Last night my friend Adrean mentioned that in Finland, and in Denmark also, traffic fines are levied according to the income of the offender.
I’ll let that sit for a bit…
Like me you probably went through a few reactions that. In America, readers will probably have thought about a devotion to the notion of fairness and whether this system lives up to that. Most readers will also find a grain of satisfaction in that notion.
At first I immediately thought that this seemed fair. This morning I was considering it again and wondered if it didn’t just smack of a little reverse discrimination.
Assuming that most of us agree with the idea that a society has the right, indeed the obligation to have a an agreed set of rules that we agree to abide by and that we can impose consequences when we don’t.
A monetary fine is one of the methods we, as societies, have agreed upon that seems to be appropriate. And we do it, or at least we purport to do it, under the guise of it being a punishment.
Even the most amateur of psychologist among us would also probably also agree that punishment is levied to deter future action. This simple Pavlovian reaction is, we know at our heart, is the system by which we agree to coexist, raise children and conduct business.
So, when a Finnish law system imposed a fine of over $200,000 for a driver traveling 50mph in a 25mph zone, we have to wider whether this is indeed fair.
Undoubtedly a fine of something like $400 is more of a punishment to someone earning $40,000 per year than someone earning ten times that.
The incentive to alter one’s driving habits also, as an exemplar of the punishment reward code, is also greater for the lower income driver, and by extension less for the richer one. So are we creating, have we created, a system where those with means are less concerned about consequences, at least at the civil legal strata? And is this good for a society?
I might be a little colored in my thinking here, I just realize, by the fact that Caitlin, driving my car this week, was sideswiped by a driver on a downtown street, at 4:30 in the afternoon, and left by the side of the road while the Lincoln Navigator who had caved the driver’s side of our car, sped off. She’s fine, but the car is a different story.
Was it the thought that any punishment the drivers of the $30,000 SUV might receive was too high, or not enough to worry about, that led these two young white guys to ignore a fellow citizen that they had just caused potential harm to.
The notion of a civil society is one that I grew up with. If there exists different sets of incentives for different members of that society, shouldn’t we be aware of and concerned for that?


Description of the task: For each line in the records that contains "intermediate", make a copy.

Data records section start

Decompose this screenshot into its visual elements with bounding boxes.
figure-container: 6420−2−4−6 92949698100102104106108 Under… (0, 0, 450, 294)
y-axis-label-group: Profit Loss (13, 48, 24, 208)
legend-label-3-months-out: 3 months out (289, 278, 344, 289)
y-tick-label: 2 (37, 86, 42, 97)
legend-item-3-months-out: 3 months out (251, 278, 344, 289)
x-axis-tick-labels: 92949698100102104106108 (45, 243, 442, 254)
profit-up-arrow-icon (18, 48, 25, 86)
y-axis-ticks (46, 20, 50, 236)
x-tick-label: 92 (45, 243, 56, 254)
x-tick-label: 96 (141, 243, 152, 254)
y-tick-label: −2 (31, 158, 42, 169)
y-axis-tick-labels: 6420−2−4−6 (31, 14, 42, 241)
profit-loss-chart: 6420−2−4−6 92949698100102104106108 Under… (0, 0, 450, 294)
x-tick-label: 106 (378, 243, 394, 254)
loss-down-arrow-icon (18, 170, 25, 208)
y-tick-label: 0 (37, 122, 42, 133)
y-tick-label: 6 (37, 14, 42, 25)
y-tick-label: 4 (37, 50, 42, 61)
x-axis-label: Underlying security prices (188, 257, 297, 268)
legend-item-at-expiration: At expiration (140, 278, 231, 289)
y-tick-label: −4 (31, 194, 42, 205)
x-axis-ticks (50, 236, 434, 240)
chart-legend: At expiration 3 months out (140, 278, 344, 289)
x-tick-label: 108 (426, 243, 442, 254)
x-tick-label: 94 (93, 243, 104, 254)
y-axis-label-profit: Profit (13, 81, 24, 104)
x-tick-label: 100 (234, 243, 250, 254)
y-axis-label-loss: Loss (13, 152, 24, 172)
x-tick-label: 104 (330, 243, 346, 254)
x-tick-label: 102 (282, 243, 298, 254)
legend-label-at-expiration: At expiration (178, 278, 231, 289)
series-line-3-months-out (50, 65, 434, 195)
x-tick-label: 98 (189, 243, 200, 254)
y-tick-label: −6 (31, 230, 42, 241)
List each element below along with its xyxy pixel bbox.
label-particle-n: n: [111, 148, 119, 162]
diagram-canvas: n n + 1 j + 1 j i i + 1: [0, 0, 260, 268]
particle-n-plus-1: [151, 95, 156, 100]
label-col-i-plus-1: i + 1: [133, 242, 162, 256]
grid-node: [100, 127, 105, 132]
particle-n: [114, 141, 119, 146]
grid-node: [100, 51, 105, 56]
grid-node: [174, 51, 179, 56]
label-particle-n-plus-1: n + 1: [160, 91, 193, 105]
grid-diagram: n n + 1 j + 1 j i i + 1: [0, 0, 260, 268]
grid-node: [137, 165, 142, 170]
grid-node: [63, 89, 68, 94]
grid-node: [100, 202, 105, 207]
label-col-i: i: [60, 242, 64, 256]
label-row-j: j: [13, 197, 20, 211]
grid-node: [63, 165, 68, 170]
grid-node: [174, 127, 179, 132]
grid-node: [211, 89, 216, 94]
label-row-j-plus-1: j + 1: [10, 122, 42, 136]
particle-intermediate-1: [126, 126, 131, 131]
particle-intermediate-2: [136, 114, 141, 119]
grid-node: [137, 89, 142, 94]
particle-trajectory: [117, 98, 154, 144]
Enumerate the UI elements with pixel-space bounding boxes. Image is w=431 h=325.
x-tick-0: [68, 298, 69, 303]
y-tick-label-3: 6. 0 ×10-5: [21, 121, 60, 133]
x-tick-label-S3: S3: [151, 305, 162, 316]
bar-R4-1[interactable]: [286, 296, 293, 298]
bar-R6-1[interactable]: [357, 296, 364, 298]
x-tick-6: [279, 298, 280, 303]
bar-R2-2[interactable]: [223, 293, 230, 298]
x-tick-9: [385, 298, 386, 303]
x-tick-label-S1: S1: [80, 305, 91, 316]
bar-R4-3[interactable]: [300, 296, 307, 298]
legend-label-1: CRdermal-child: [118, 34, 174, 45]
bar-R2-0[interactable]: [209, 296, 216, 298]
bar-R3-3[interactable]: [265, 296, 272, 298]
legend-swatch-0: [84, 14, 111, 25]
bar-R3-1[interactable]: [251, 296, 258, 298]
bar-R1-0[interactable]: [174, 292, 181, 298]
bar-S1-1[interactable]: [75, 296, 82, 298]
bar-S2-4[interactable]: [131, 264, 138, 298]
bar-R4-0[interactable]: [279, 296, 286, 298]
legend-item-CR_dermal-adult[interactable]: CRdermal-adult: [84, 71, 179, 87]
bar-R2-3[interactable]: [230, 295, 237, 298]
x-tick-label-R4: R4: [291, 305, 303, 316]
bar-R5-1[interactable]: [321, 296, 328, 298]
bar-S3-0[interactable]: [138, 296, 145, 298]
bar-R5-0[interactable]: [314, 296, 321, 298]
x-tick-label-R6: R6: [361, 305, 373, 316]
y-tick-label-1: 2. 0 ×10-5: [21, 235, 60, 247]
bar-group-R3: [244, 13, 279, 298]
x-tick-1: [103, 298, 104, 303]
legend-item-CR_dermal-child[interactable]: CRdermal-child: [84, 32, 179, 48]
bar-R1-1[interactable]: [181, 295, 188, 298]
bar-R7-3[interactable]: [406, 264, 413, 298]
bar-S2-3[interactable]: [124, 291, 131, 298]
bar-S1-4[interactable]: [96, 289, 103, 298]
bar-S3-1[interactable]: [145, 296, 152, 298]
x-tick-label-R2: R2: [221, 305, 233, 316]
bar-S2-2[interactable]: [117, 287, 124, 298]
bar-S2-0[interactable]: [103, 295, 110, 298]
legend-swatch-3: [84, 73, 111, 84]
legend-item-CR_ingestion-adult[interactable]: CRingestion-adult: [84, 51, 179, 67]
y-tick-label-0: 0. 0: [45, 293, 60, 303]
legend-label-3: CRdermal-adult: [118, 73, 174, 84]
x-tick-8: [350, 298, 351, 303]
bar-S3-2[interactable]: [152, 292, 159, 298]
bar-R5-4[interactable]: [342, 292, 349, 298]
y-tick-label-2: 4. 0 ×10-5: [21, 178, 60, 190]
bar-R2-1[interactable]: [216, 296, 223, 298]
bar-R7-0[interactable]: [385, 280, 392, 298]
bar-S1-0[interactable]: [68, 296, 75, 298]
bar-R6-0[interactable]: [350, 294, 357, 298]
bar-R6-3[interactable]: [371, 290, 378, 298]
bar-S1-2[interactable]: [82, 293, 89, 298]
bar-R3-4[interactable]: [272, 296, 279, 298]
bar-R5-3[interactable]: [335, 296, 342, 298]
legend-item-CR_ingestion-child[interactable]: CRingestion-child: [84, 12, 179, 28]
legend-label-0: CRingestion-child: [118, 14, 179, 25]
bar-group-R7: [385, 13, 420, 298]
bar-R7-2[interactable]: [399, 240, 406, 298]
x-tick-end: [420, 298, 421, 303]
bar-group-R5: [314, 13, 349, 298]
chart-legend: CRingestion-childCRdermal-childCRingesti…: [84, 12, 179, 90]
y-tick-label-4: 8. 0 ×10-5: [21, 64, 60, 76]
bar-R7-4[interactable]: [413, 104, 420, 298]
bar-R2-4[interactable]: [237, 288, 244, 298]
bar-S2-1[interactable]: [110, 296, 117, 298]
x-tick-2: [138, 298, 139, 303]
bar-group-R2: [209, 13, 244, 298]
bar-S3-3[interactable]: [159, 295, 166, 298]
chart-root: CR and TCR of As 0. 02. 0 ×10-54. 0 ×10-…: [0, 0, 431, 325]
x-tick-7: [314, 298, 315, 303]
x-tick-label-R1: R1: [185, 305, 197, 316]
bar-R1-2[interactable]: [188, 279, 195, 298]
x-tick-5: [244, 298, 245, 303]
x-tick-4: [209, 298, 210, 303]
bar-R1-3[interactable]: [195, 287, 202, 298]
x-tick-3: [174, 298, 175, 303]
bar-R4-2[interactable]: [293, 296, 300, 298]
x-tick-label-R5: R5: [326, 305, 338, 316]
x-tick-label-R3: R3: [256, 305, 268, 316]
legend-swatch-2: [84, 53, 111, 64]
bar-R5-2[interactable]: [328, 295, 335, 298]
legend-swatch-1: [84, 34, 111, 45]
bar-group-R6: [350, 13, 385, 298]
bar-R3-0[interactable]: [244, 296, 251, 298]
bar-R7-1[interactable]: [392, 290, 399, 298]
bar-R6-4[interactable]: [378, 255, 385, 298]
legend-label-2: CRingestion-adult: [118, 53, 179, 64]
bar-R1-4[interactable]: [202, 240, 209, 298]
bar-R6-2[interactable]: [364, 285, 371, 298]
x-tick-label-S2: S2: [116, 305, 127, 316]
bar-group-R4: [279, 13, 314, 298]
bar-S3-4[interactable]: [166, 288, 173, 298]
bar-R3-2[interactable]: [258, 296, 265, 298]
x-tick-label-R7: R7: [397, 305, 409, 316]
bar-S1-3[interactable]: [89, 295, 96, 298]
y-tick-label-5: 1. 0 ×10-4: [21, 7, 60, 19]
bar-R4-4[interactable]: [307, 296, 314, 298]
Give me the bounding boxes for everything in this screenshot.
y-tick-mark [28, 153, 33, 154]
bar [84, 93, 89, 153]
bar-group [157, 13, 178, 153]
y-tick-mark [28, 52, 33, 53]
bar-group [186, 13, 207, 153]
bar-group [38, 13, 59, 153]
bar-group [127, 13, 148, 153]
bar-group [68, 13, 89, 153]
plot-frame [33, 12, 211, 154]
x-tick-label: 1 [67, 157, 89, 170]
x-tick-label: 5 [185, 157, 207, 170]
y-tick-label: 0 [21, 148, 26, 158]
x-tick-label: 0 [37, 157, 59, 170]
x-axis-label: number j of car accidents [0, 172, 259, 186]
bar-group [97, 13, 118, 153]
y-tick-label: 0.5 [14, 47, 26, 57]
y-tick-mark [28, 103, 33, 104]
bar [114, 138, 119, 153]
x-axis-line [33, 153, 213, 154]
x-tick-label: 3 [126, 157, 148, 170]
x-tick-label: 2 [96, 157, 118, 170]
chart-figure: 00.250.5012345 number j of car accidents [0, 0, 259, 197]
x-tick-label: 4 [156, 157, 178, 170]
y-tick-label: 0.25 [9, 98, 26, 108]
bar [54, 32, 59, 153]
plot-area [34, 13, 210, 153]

Data records section end

Answer to this task:
particle-intermediate-1: [126, 126, 131, 131]
particle-intermediate-2: [136, 114, 141, 119]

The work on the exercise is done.